Two days ago I saw, as noted, Me and Earl and the Dying Girl at the Park City Library. I wasn’t entirely delighted — i.e., mixed-positive with a few quibbles — and yet I was sufficiently impressed by the witty film-nerd tone to want to capture video footage of the post-screening q & a.
I was sitting in the second row near the center aisle, and knew from experience that the footage would look compromised if not shitty with this or that person’s head in the way. So I ducked down and lowered myself onto the wooden floor, lying on my back in front of the first row of viewers so as to not to block anyone’s sightline, and started recording.

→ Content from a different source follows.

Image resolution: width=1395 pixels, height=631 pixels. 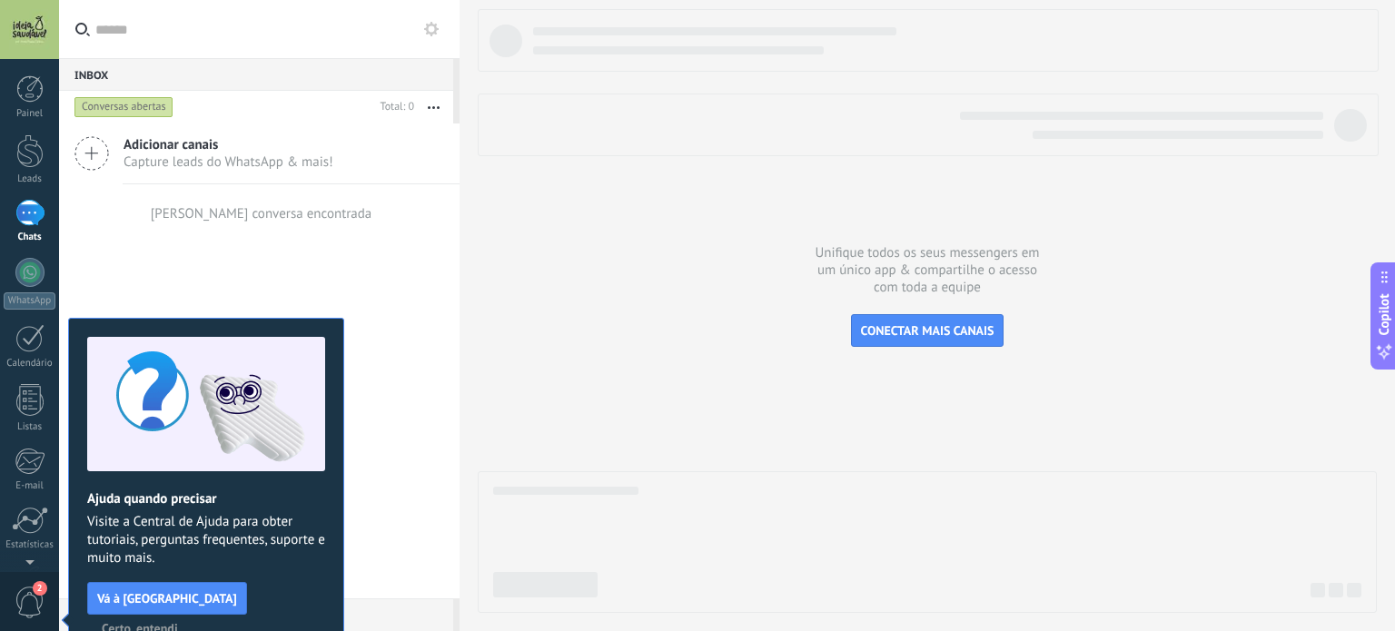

I had a pretty good angle with the iPhone and things were going nicely when I felt a tap on my left shoulder. A pudgy Sundance volunteer — a girl in her mid 20s — was telling me I couldn’t do what I was doing. I naturally ignored her as (a) I wasn’t planning on shooting for more than a couple of minutes so all I had to do was stall, and (b) there was no sensible reason for me to return to my seat anyway. A minute later another pudgy volunteer — a woman of a superior rank — tapped me on my shoulder and insisted. By then I had captured the footage so I grumbled and got up and returned to the second row.
After the q & a I asked the senior volunteer why they had made such a big deal out of something that wasn’t interfering with anyone’s eyesight or discussion and involved no flash photography. She said that the Park City Fire Marshall had stipulated that lying on the floor was a fire hazard — possibly the most logic-free rule I’ve ever heard in my life — and that they had no choice but to enforce the law. Yeah, okay but c’mon…you can’t be serious.
I knew that calling the fire department and asking the reason for this nonsense would be a waste of time. They would probably say that if a fire had broken out a guy lying on the floor near the front would impede access to the exits. Most people with the initiative to lie on floors would, of course, be the first ones to escape if a fire occurred. I am a cheetah when it comes to emergencies. I would be out the door so fast the backdraft suction would carry two or thee others with me. You know who would actually impede access to exits? Slow-moving people (old, obese, wheelchair-bound).
The bottom line is that I’ve taken my last floor-POV video from the Park City Library. C’est le Sundance.